[comp.dcom.telecom] Information Needed About New York Teleport

jane@hpuxa.ircc.ohio-state.edu (Jane M. Fraser) (06/12/90)

Can anyone tell me anything about the New York Teleport?

I believe it is a communications center in the financial district of
New York City.  It was (is?) owned by some investment company (Merrill
Lynch?) but I heard they recently decided to sell it off.

Obviously, any information will be an addition to what I know.

Thanks.


Jane M. Fraser   Associate Director  
Center for Advanced Study in Telecommunications
The Ohio State University
jane@hpuxa.ircc.ohio-state.edu

CAPEK%YKTVMT.BITNET@cunyvm.cuny.edu (Peter G. Capek) (06/15/90)

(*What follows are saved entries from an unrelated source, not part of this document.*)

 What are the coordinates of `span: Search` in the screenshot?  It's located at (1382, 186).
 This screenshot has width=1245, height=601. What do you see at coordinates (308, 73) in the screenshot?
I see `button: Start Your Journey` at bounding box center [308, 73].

In issue 432 of the Digest, Jane Fraser asks for information about New
York Teleport.

New York Teleport is on Staten Island (an island whose presence
creates the Arthur Kill, receptor of almost daily oil spills).  It is
basically a site with multiple satellite antennas and facilities
(fiber, I think) for getting data to and from other parts of New York,
but primarily the financial district in Manhattan.  I believe the
major partner is the Port of New York Authority.

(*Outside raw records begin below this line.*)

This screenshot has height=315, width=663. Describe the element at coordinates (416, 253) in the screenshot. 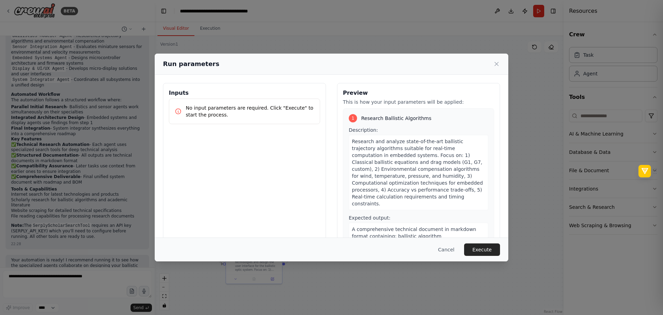

I see `span: A comprehensive technical document in markdown format containing: ballistic algorithm recommendat...` at that location.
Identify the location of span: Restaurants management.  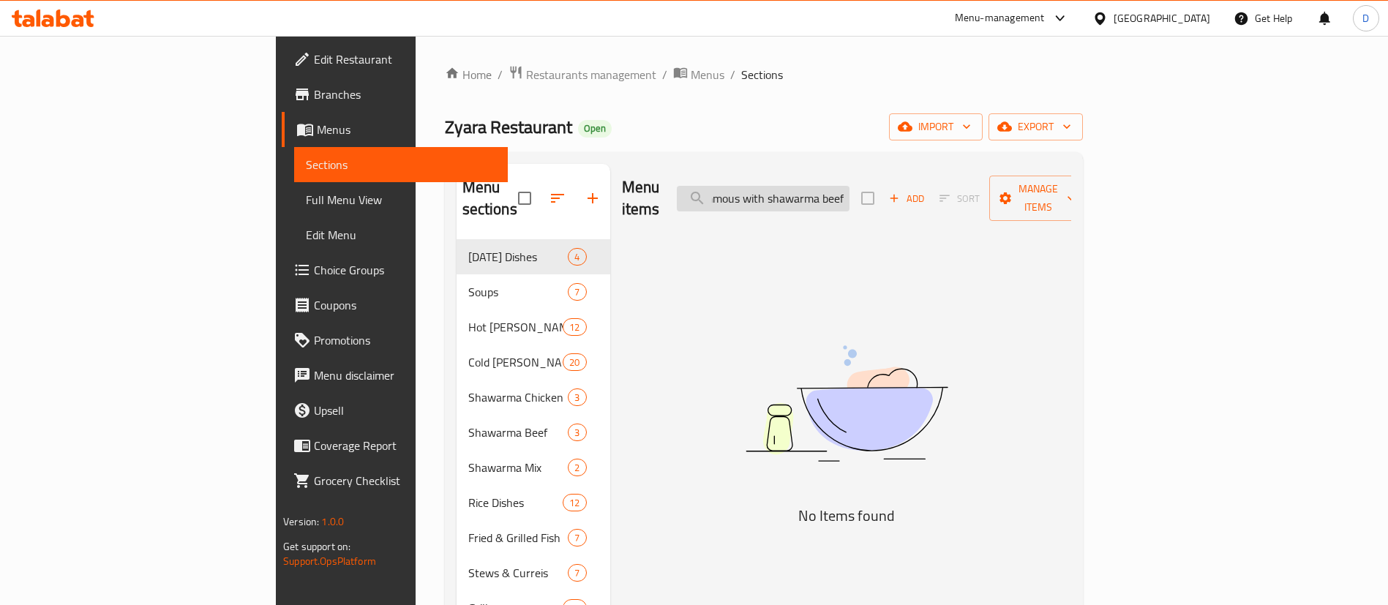
(591, 75).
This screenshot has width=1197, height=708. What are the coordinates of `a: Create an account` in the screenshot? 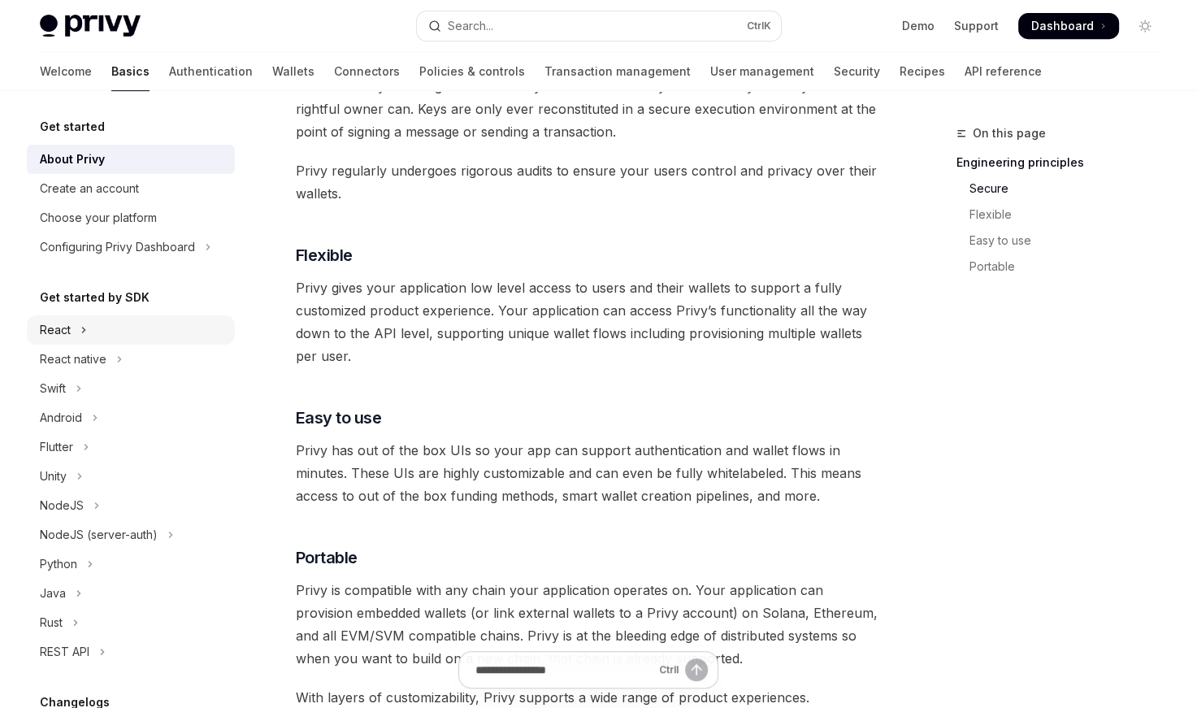 It's located at (131, 189).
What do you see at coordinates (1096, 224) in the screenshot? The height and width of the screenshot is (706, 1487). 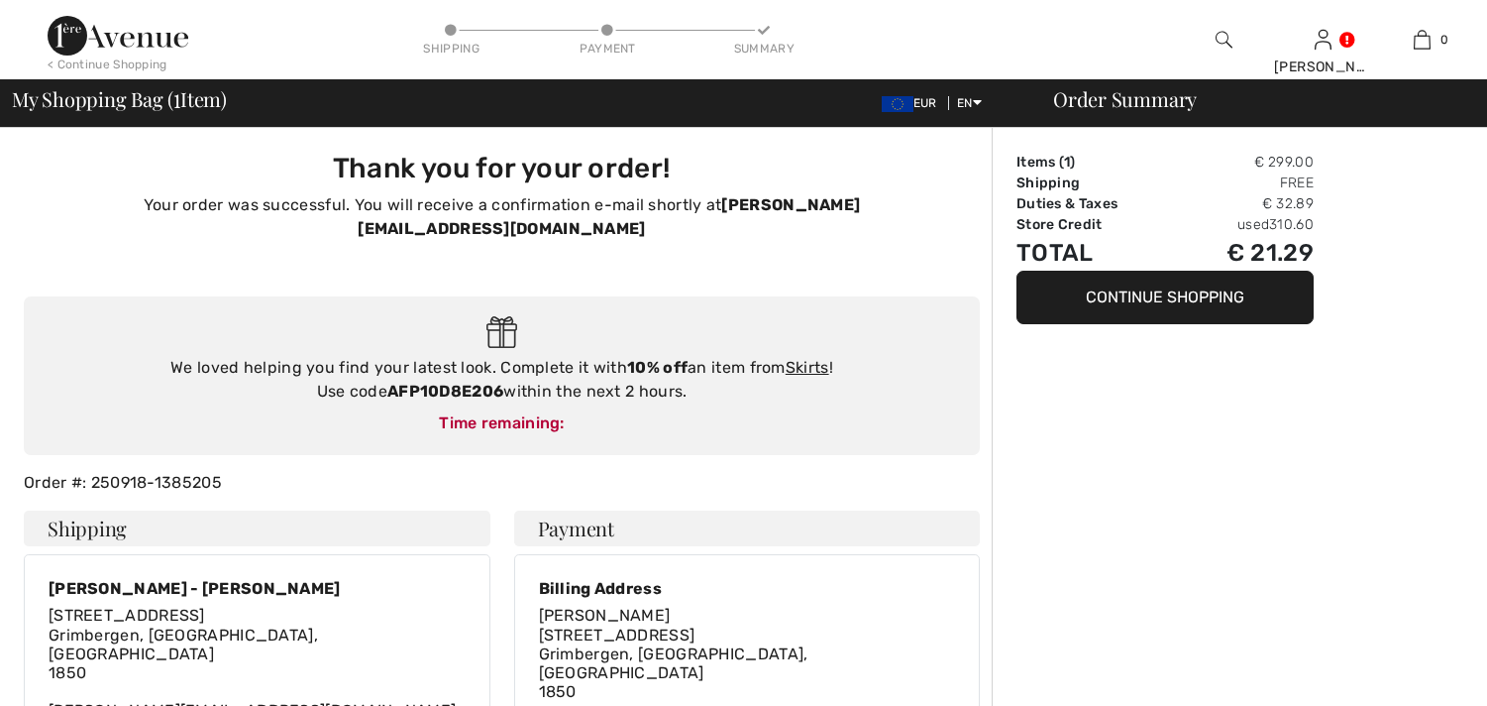 I see `td: Store Credit` at bounding box center [1096, 224].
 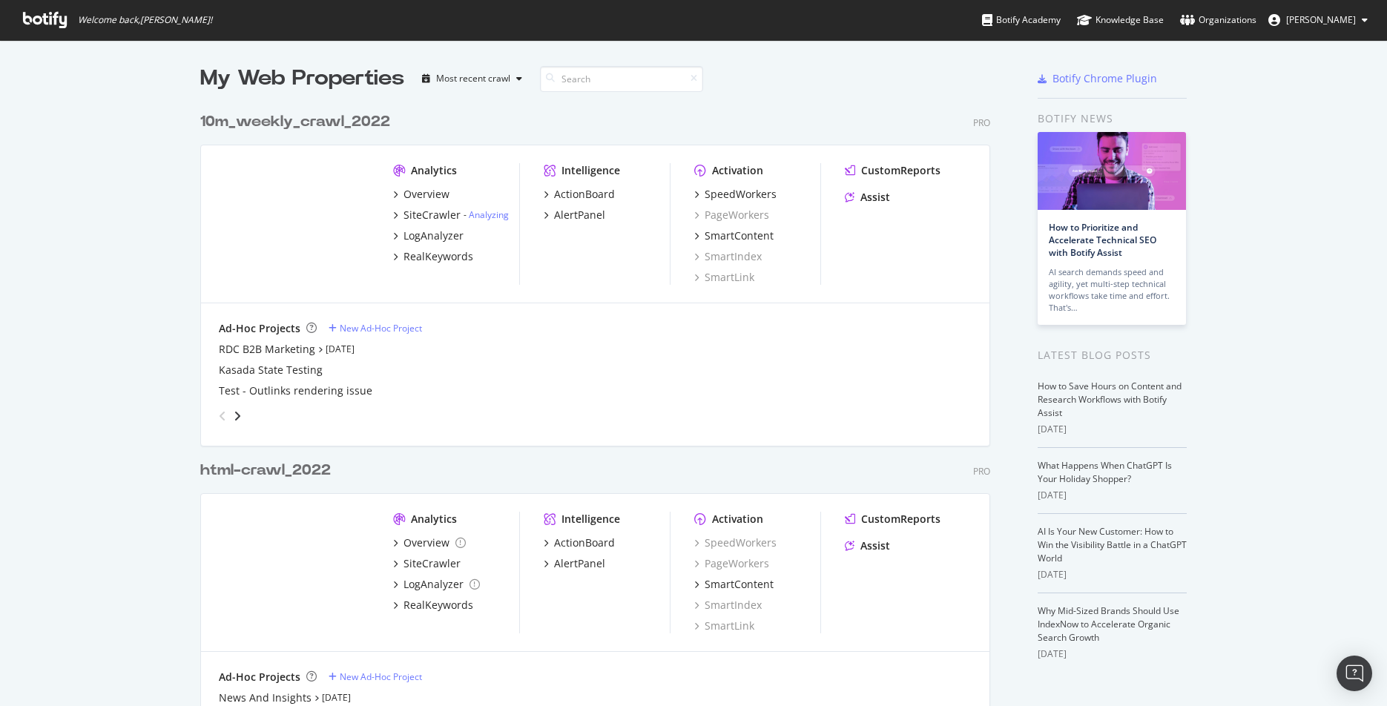 I want to click on a: SiteCrawler, so click(x=427, y=564).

There are two listings in the Manhattan phone book which seem related:

  Teleport Communications, 5 Teleport Drive, Staten Island   718 983-2000
  Teleport Communications Ny, 2 World Trade Center, NY       718 983-2000

Hope that helps you.  If you find out something interesting, let us know
in the Digest.


Peter Capek
IBM Research -- Yorktown Heights, NY
914-784-5027

Donald E. Kimberlin <0004133373@mcimail.com> (06/16/90)

Further to Fraser's inquiry and Capek's reply in issue 434:
 
>In issue 432 of the Digest, Jane Fraser asks for information about New
>York Teleport (Capek writes):
 
>New York Teleport is on Staten Island...  I believe the major partner
>is the Port of New York Authority.
 
The situation has become quite complex at Teleport-NY.  It started out
as a neat investment in "telecommunications" by Merrill-Lynch, who
originally built most of the whole shebang.  Then M-L found out that
getting access to Manhattan and customers was darned expensive and not
of the quality expected. (Staten Island is primarily residential and
amazingly "remote" in a telephone network sense from Manhattan, so the
phone network wasn't really built for the demands of business and
things like lots of rented T-1 span lines.)

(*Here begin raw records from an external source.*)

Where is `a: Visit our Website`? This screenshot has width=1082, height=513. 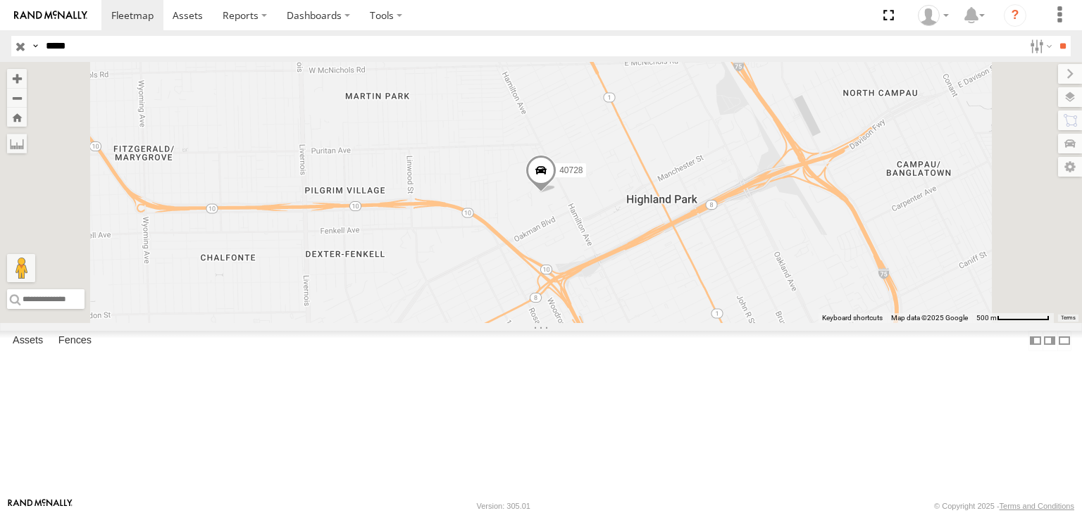
a: Visit our Website is located at coordinates (40, 506).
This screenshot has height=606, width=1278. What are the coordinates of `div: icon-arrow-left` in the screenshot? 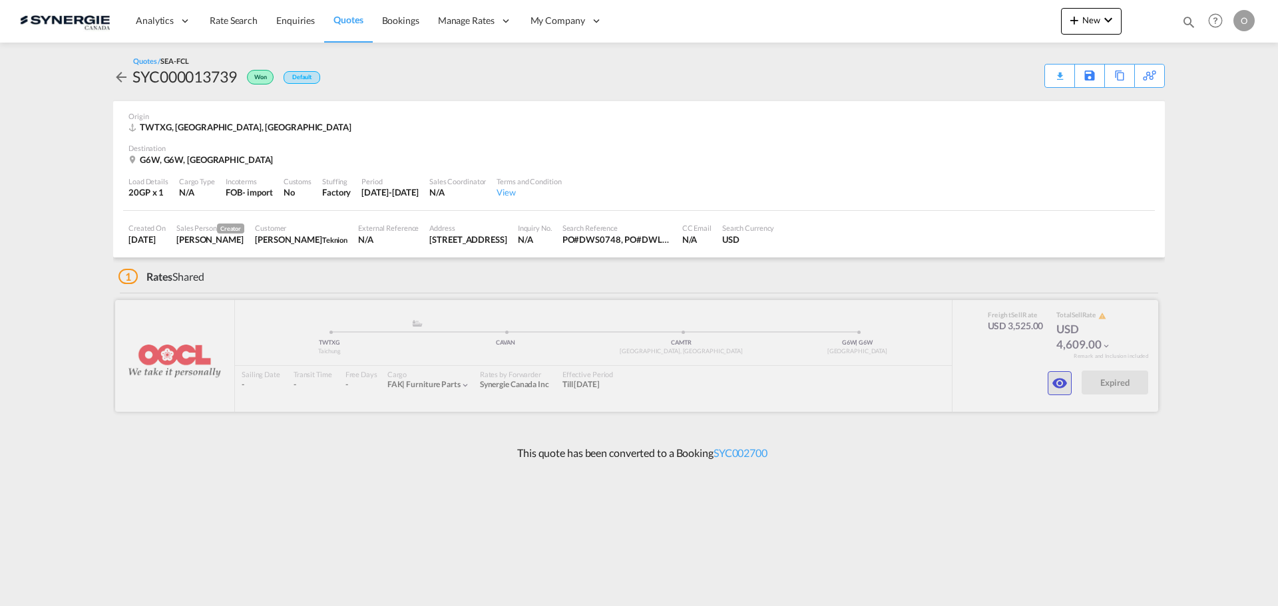 It's located at (122, 77).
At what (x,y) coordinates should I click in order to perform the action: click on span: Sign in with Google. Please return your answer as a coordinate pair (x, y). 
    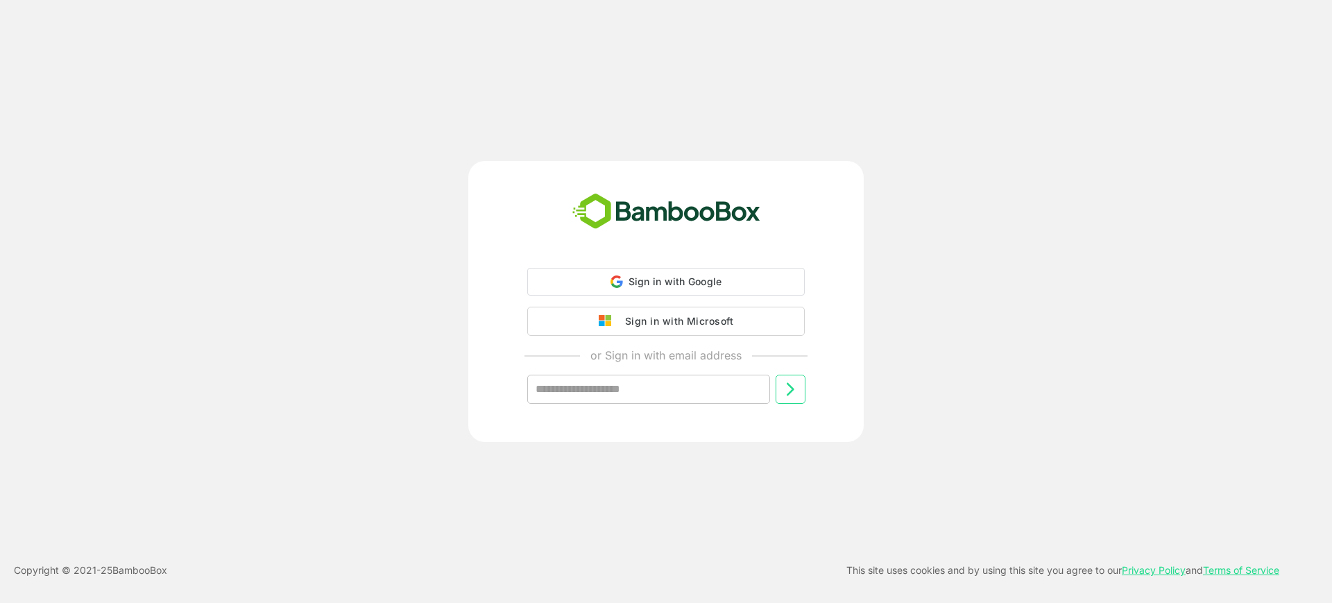
    Looking at the image, I should click on (675, 281).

So, M-L expanded the Teleport charter to renting right-of-way in NYC
subway train tunnels for fiber cable of their own, to provide digital
facilities of top grade.  (I suspect that M-L is one of its own best
clients, of course, and got an immediate demand from themselves.)

Anyhow, the satellite space segment business is a *hard* place to make
a buck, and M-L sold the satellite operating portion to Contel/ASC,
but remained the landlord.  Real estate is business financial types
know how to make a buck from, of course.

And, M-L's Teleport found out there were plenty of bucks to be made on
the fiber they had planted underground ... not just to get to the
Teleport, but around town.  That spurred them on to get into the
"alternate local carrier" business in about twenty major cities around
the nation.  So, you'll see Teleport Communications (the M-L
subsidiary) emerging in those ciities, offering local fiber in the
business area, in competition with Metropolitan Fiber Optics (which
had its start in the abandoned railway tunnels of our kind Moderator's
toddling home town, Chicago), was acquired by Peter Kiewit & Sons, the
contractor that planted many miles of fiber nationwide, and last, but
not least, the local Telco of each city.

Just to have something to watch, Kiewit's MFO is leading efforts to
force local Telcos to interconnect their plant with "Alternative
Access Carriers."  Watch the news on that.  Local Telco monopoly?  Not
for as long as you might think!

Final note: The very *day* that MFO opened up in San Francisco,
PacBell cut its local dedicated circuit rates by 40%.  Local Telco
monopoly, you say?  Only for dial tone ... and maybe not for long there,
either!

In addition to the MFO and Teleport national moves, there are some
local Alternate Access Carriers in cities around the country, keeping
a low profile, but doing their thing quietly.  The Telco response is
typically silent, but construction costs in most cities are really so
ridiculously low for fiber and rights-of-way are *not* that difficult
to find for the knowledgeable that they aren't going away.  Local
Telco monopoly, you say?

Only for dial tone, and maybe not for that long, either!